Sharansky disagrees. "For Jews who want to maintain their religion, and keep a close connection with Israel, there is no place for them to feel comfortable [in Europe]," he said. "Now, Britain has to decide if it even wants to be in Europe, and I think British Jews are able to preserve their identity better, but it could easily head in the same direction as other places."

Labour MP John Mann, the chair of the All Party Parliamentary Group Against Anti-Semitism, said he was concerned by Sharansky's comments. "It to Europe's shame that Jews in some countries are feeling so threatened that they wish to relocate," he said. "Thankfully, Britain has some of the best race relations laws in the world and we are leaders in the global fight against anti-Semitism. I will continue to work with parliamentary colleagues to ensure we retain our position as a country that ably protects its Jewish and other minority communities."

Sharansky said he felt most Jews were intimidated by perceived anti-Semitism amongst their European Muslim neighbours, as well as "the traditional far right-wing, who have always been anti-Semitic".

"But on top of that, Jews had historically and naturally felt very much at home in the liberal, progressive parts of European society, they were part of developing that," he added. "Now, the ideology of liberalism has become bound-up with multiculturalism, against religion, against nationalism.
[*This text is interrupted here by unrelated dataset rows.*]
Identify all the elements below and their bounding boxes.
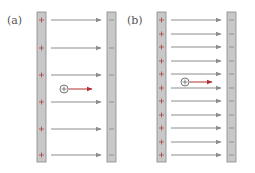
negative-plate xyxy=(107,12,116,162)
panel-b: (b) xyxy=(127,12,236,162)
positive-plate xyxy=(37,12,46,162)
negative-plate xyxy=(227,12,236,162)
panel-a: (a) xyxy=(7,12,116,162)
panel-label: (b) xyxy=(127,14,143,27)
parallel-plate-field-diagram: (a) (b) xyxy=(0,0,255,173)
panel-label: (a) xyxy=(7,14,22,27)
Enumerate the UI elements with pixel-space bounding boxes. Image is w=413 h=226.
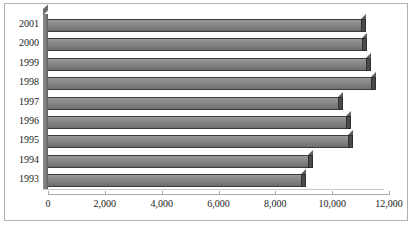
- chart-frame: 200120001999199819971996199519941993 02,…: [4, 3, 408, 221]
- x-axis-tick: [219, 191, 220, 195]
- bar: [48, 174, 301, 187]
- x-axis-tick: [275, 191, 276, 195]
- bar: [48, 116, 346, 129]
- bar-end-cap: [348, 135, 353, 148]
- x-axis-tick-label: 8,000: [264, 199, 287, 209]
- x-axis-back-line: [43, 189, 384, 190]
- bar: [48, 38, 362, 51]
- bar: [48, 155, 308, 168]
- x-axis-tick: [332, 191, 333, 195]
- x-axis-tick: [48, 191, 49, 195]
- bar-end-cap: [301, 174, 306, 187]
- x-axis-tick-label: 6,000: [207, 199, 230, 209]
- bar: [48, 19, 361, 32]
- bar-end-cap: [346, 116, 351, 129]
- bar-end-cap: [361, 19, 366, 32]
- x-axis-tick-label: 10,000: [318, 199, 346, 209]
- bar: [48, 77, 371, 90]
- bar-end-cap: [366, 58, 371, 71]
- bar-end-cap: [308, 155, 313, 168]
- x-axis-tick: [389, 191, 390, 195]
- bar-end-cap: [371, 77, 376, 90]
- x-axis-tick: [162, 191, 163, 195]
- x-axis-tick-label: 0: [46, 199, 51, 209]
- bar-end-cap: [338, 97, 343, 110]
- bar-end-cap: [362, 38, 367, 51]
- x-axis-tick-label: 2,000: [94, 199, 117, 209]
- plot-area: 200120001999199819971996199519941993 02,…: [5, 4, 409, 222]
- bar: [48, 58, 366, 71]
- x-axis-tick-label: 4,000: [150, 199, 173, 209]
- bar: [48, 135, 348, 148]
- x-axis-tick-label: 12,000: [375, 199, 403, 209]
- bar: [48, 97, 338, 110]
- x-axis-tick: [105, 191, 106, 195]
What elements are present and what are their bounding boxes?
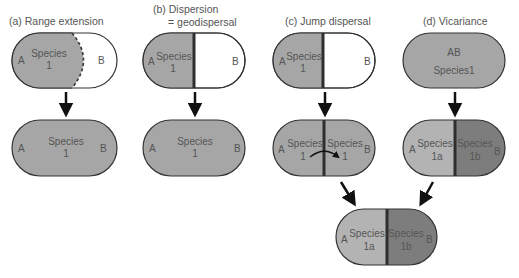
- species-label-right: Species: [327, 138, 363, 149]
- panel-b-before-range: A B Species 1: [143, 33, 245, 88]
- panel-c-before-range: A B Species 1: [273, 33, 375, 88]
- species-number-left: 1: [300, 151, 306, 162]
- species-number: 1: [170, 63, 176, 74]
- area-label-a: A: [18, 55, 25, 66]
- area-label-ab: AB: [447, 47, 461, 58]
- area-label-b: B: [426, 234, 433, 245]
- area-label-a: A: [279, 56, 286, 67]
- area-label-a: A: [278, 144, 285, 155]
- species-number-left: 1a: [363, 241, 375, 252]
- species-label: Species: [48, 136, 84, 147]
- species-number: 1: [46, 60, 52, 71]
- area-label-a: A: [341, 234, 348, 245]
- merged-result-range: A B Species 1a Species 1b: [336, 209, 437, 265]
- species-number-right: 1b: [400, 241, 412, 252]
- area-label-b: B: [232, 56, 239, 67]
- species-label: Species: [177, 136, 213, 147]
- species-number-right: 1: [342, 151, 348, 162]
- area-label-b: B: [234, 143, 241, 154]
- species-label-right: Species: [457, 138, 493, 149]
- area-label-b: B: [364, 144, 371, 155]
- converge-arrow-left-icon: [341, 182, 352, 200]
- area-label-a: A: [409, 144, 416, 155]
- species-number: 1: [63, 148, 69, 159]
- species-label-left: Species: [349, 228, 385, 239]
- area-label-a: A: [148, 56, 155, 67]
- area-label-b: B: [100, 143, 107, 154]
- species-number: 1: [192, 148, 198, 159]
- species-label: Species1: [433, 65, 475, 76]
- panel-d-before-range: AB Species1: [403, 33, 505, 88]
- panel-a-after-range: A B Species 1: [12, 120, 117, 176]
- area-label-b: B: [98, 55, 105, 66]
- panel-a-before-range: A B Species 1: [12, 33, 117, 88]
- area-label-a: A: [149, 143, 156, 154]
- species-label: Species: [31, 48, 67, 59]
- species-label-left: Species: [287, 138, 323, 149]
- species-number-left: 1a: [431, 151, 443, 162]
- panel-b-after-range: A B Species 1: [143, 120, 245, 176]
- species-label: Species: [156, 51, 192, 62]
- area-label-b: B: [364, 56, 371, 67]
- species-number-right: 1b: [469, 151, 481, 162]
- species-number: 1: [300, 63, 306, 74]
- species-label-right: Species: [388, 228, 424, 239]
- area-label-b: B: [494, 146, 501, 157]
- panel-d-after-range: A B Species 1a Species 1b: [403, 120, 505, 176]
- species-label: Species: [286, 51, 322, 62]
- panel-c-after-range: A B Species 1 Species 1: [273, 120, 375, 176]
- converge-arrow-right-icon: [423, 182, 433, 200]
- area-label-a: A: [18, 143, 25, 154]
- species-label-left: Species: [417, 138, 453, 149]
"These two forces [anti-Zionist campaigners on the Left, and Muslim radicals] are not allies, but they inevitably are co-operating and work in one direction. One side hates Jews as a race, the other blames Israel for being racist. Unless this changes, Jews will not continue to live in Europe.

"Europe's new ideology comes from John Lennon; let’s see the world without anyone having religion, or cultural identity, without state, without nationality. Europe has embraced this."

"Israel is proud of its national character, it wants its own borders, and that is a relic, as far as European liberals are concerned and they don’t like it," he continued.

"I believe that the values of national states and freedom gives people a reason to come together to fight for their values. Of course, if you put nationalism above democracy then you have Nazism.

"But if you sacrifice your national identity, then you have a society that cannot protect itself from fundamentalism and extremism."